Weeks later I tore apart its rotten
wood and began repaint job.
I had pulled a 4'x8' UHAUL trailer
behind the 1997 GMC truck, carrying desert rock and gravel dirt, which lines my
driveway. The house brickwork I did,
mixing my own mortar, daughter Alaina D helped laid the foundation while in
between jobs.

April 06. The wood of the camper on the
bed of 1978 Ford was rotting and the paint was chipping off in many spots. So I
spent 3 weeks sanding prep-work. Tiring messy work Maybe 200 hours: Inside
doors, under hood, truck bed. Then had
MAACO paint it to original GREEN :$600.

MAACO
manager said keep new paint job out of weather for a couple weeks, so I
built a carport for it beside work sheds at bottom of hill. Four days work,
supplies from LOWE'S $500.

Original 1987 S-10 truck was entirely
blue. After seeing how nice the old
Ford looked, I decided to put a cheap paint job on the rusting fading Chevy. 3
days prep work for a modern Red/White/Blue. But it turned out so ugly I had to
change it.

Light brown chips on hood are droppings
from a black and yellow bumblebee chewing a home hole, nesting in ceiling wood.
Two coats of Semi Gloss Oil red put on
with a roller. The white stripe covers over original thin tape stripes. Original blue left under grillwork. All
chrome removed.

March 06. Two miles from my house,
woods and farmland is being developed for more subdivisions. The bulldozers knock down the trees and push
them into large piles. On the weekends
nobody works there, so I take my truck and chainsaw the logs into 30/50 lb
hunks to take home. Did 15 truck loads.
Yellow Log splitter (behind logs)
exhaust is fan blown out screen windows and open garage door. 4/5 of the logs
cut, had to be split into smaller pieces.
I unloaded the weekend logs into garage, then used the yellow log
splitter during the week.
The majority of split logs are kept at
the bottom of hill under two layers of black plastic: 25'x25'x5' on pallets.
Along outside of garage on top of
pallets on brick walkway I store the smaller logs and planks of pallets I cut
up for kindling. I use this pile only when the snow is on the driveway.
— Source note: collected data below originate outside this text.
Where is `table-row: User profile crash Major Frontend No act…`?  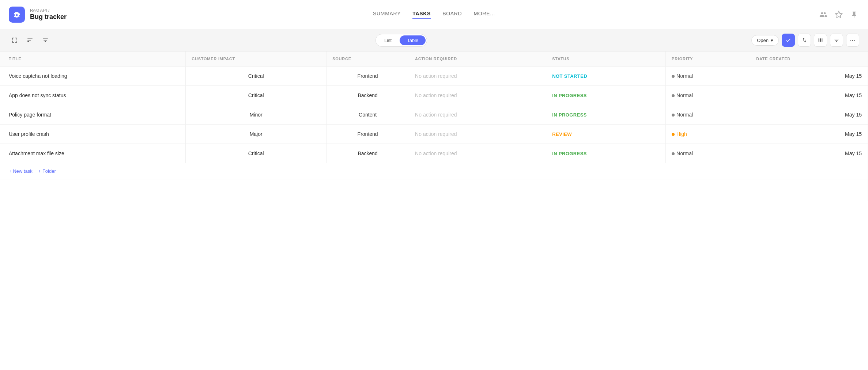 table-row: User profile crash Major Frontend No act… is located at coordinates (434, 134).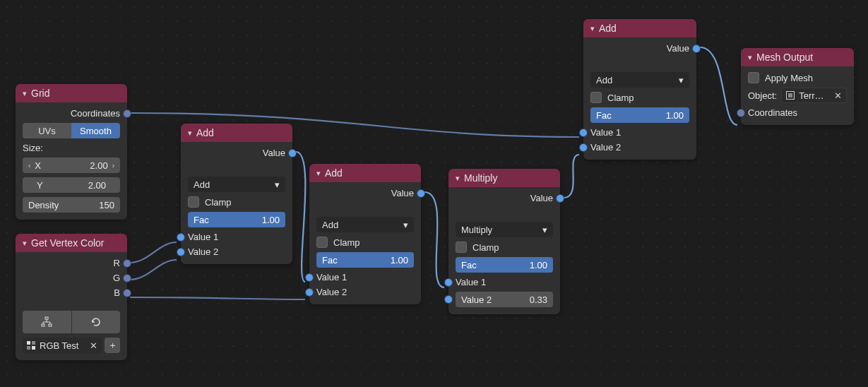  Describe the element at coordinates (127, 293) in the screenshot. I see `socket-out-b` at that location.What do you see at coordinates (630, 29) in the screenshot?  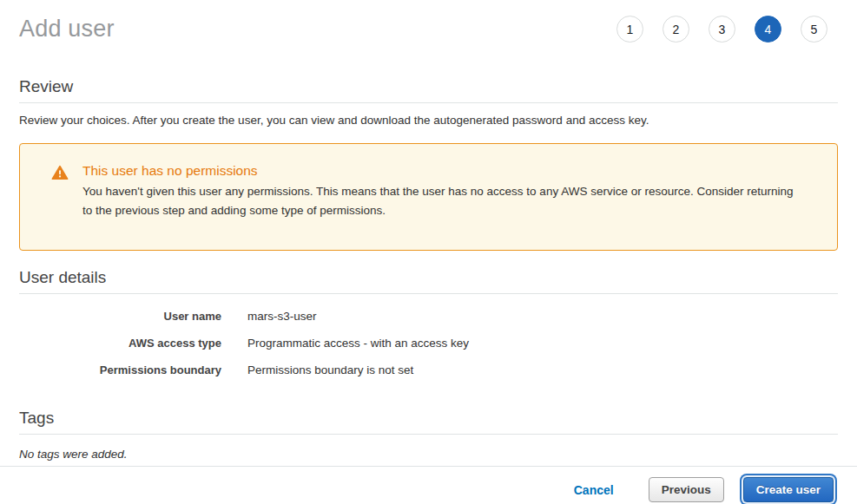 I see `wizard-step-1: 1` at bounding box center [630, 29].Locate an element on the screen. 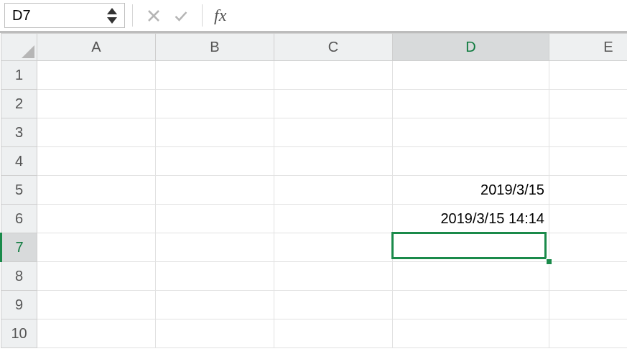 This screenshot has height=364, width=627. row-head-8: 8 is located at coordinates (19, 276). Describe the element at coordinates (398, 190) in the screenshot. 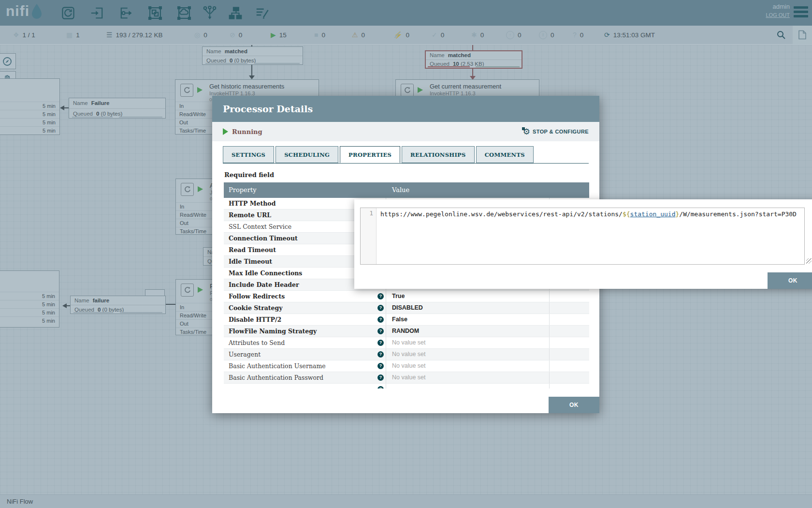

On I-55 at the Cape Girardeau, MO exit,
east side is this curious sign. My daughter, Alaina D, was born December 1976
& not a statistic.

I had passed by this sign over a dozen times,
finally decided to investigate. A frontage road has a parking lot and gazebo
full of information; anti-war. I parked and walked all around, crosses are made
of plastic pipes.

This bridge crosses Mississippi River
to IL Rte 3 at Cape Girardeau, MO

Opposite the Abortion sign (same exit
road) on the Illinois side of the river is this Flea Market Strip Mall; the
only buildings for miles in the middle of farmlands. And is only open on the
weekends.

May 2006, I usually take I-55 south
beginning at St. Louis, MO but the river bridge was being worked on, so I took
two lane Rte 3, IL. Liked it so much used it on return trip. Barge in distance
and railroad tracks hidden in trees.

Old concrete river road leading into
Chester, IL. First building in sight is
a barge granary. Road winds between river and factories

IL Rte 3, river road passes factories
and meets road to another Mississippi river bridge at this intersection. Sign
reads home of Popeye, famous cartoon sailor, but I don't know why. Many Mexicans
live/work here in snack factory (I happened to drive by a closing time).

IL Rte I-255, goes around east side of
St. Louis, MO and meets I-55 20 miles south of famous Gateway to the West Arch.
This view shows the only area of land not developed yet on IL side of river.